Reviews

Linda Hayford and Kloé Dean – AlShe/Me and Man Up Aerowaves 2 bill – London

Kloé Dean in <I>Man Up</I>.<br />© Camilla Greenwell. (Click image for larger version)
Kloé Dean in Man Up.
© Camilla Greenwell. (Click image for larger version)

Linda Hayford: AlShe/Me
Kloé Dean: Man Up

★★★★✰
London, The Place
28 February 2020
www.theplace.org.uk
aerowaves.org

Family ties were explored in two markedly different ways in this hip hop dance double bill. In Man Up, it was a devastating look at the father-daughter bond, for which Kloé Dean drew on personal experience.

Dean, who performs with Boy Blue Entertainment and is the founder of the all-female crew Myself UK, knows how to pack an emotional punch. Her piece started with her alone on stage, her shadow cast up the back wall, fighting to stop her right hand grabbing her throat. Struggling with her own body, she had flashes where she looked to her audience and tried to appear insouciant, as though nothing were wrong. It set up, with heartbreaking simplicity, the theme of disguised inner turmoil, and the visual motif of a hand round the neck or throat.

Dean mixed spoken word with muscular movement as she explained her parents’ break-up and showed her deep love for her father, played by Sean Graham. As the pair played children’s games together, Stefano Addaie’s dark, hunched figure, head covered, appeared in the shadows, distracting Dad, luring him away, finally controlling and dominating him. It was a compelling depiction of a person overwhelmed, whether by mental health issues or addiction.

Dean, robbed of her adored father’s presence in her life, was bewildered, distraught, then surly, spiky, aggressive. A segment where all three were caught in their own spotlights, consumed in frantic motion, spoke volumes. The long blue nylon rope she brought out, coiling it round her hands, arms and neck with fascinated reverence, signalled the tragic ending of this story; her father was found hanged in 2012. Dean’s piece, which she is still developing, is an eloquent elegy, and a movingly effective plea to consider what might be churning behind a man’s cheery façade.
 

Linda Hayford's <I>AlShe/Me</I>.<br />© Benoite Fanton. (Click image for larger version)
Linda Hayford’s AlShe/Me.
© Benoite Fanton. (Click image for larger version)

The dynamic between siblings was the driving force behind AlShe/Me (pronounced “alchemie” in French) from the Rennes-based Linda Hayford. This battle-hardened hip hop dancer started learning popping from the age of ten from her elder brother, Mike – and here the pair performed together, examining their relationship in a subtle piece that used shadowing, mirroring, repetition and identity switching. It was hard to gauge the connection between them, though, as both were stone-faced throughout, and the movement was sometimes too rationed to keep you fully engaged. But a burst of rhythmic accompaniment and joyful energy at the end finally brought out a smile on Linda’s face and provided a flash of real, heart-warming entertainment.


Directions for this task
Nothing in the records may be altered; repeat them exactly.

Records from a collection of figures
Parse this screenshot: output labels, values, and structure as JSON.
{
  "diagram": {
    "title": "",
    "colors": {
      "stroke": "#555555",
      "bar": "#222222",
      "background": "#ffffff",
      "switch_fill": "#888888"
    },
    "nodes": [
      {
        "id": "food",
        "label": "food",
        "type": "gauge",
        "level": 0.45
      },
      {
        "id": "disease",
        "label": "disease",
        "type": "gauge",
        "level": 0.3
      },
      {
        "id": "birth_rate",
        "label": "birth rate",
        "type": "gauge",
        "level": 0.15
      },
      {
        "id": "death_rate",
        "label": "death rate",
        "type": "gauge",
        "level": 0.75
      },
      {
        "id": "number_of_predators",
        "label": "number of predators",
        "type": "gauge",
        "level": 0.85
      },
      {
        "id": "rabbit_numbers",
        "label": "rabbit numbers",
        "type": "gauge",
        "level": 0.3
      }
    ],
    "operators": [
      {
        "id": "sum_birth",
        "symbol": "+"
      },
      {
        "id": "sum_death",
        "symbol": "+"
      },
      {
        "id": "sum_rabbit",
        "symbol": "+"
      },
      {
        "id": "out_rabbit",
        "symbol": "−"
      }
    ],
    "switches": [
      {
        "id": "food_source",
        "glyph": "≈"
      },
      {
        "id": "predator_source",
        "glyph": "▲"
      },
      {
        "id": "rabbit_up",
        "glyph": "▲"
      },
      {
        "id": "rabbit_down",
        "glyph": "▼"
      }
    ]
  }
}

Task response
Parse this screenshot: output labels, values, and structure as JSON.
{
  "diagram": {
    "title": "",
    "colors": {
      "stroke": "#555555",
      "bar": "#222222",
      "background": "#ffffff",
      "switch_fill": "#888888"
    },
    "nodes": [
      {
        "id": "food",
        "label": "food",
        "type": "gauge",
        "level": 0.45
      },
      {
        "id": "disease",
        "label": "disease",
        "type": "gauge",
        "level": 0.3
      },
      {
        "id": "birth_rate",
        "label": "birth rate",
        "type": "gauge",
        "level": 0.15
      },
      {
        "id": "death_rate",
        "label": "death rate",
        "type": "gauge",
        "level": 0.75
      },
      {
        "id": "number_of_predators",
        "label": "number of predators",
        "type": "gauge",
        "level": 0.85
      },
      {
        "id": "rabbit_numbers",
        "label": "rabbit numbers",
        "type": "gauge",
        "level": 0.3
      }
    ],
    "operators": [
      {
        "id": "sum_birth",
        "symbol": "+"
      },
      {
        "id": "sum_death",
        "symbol": "+"
      },
      {
        "id": "sum_rabbit",
        "symbol": "+"
      },
      {
        "id": "out_rabbit",
        "symbol": "−"
      }
    ],
    "switches": [
      {
        "id": "food_source",
        "glyph": "≈"
      },
      {
        "id": "predator_source",
        "glyph": "▲"
      },
      {
        "id": "rabbit_up",
        "glyph": "▲"
      },
      {
        "id": "rabbit_down",
        "glyph": "▼"
      }
    ]
  }
}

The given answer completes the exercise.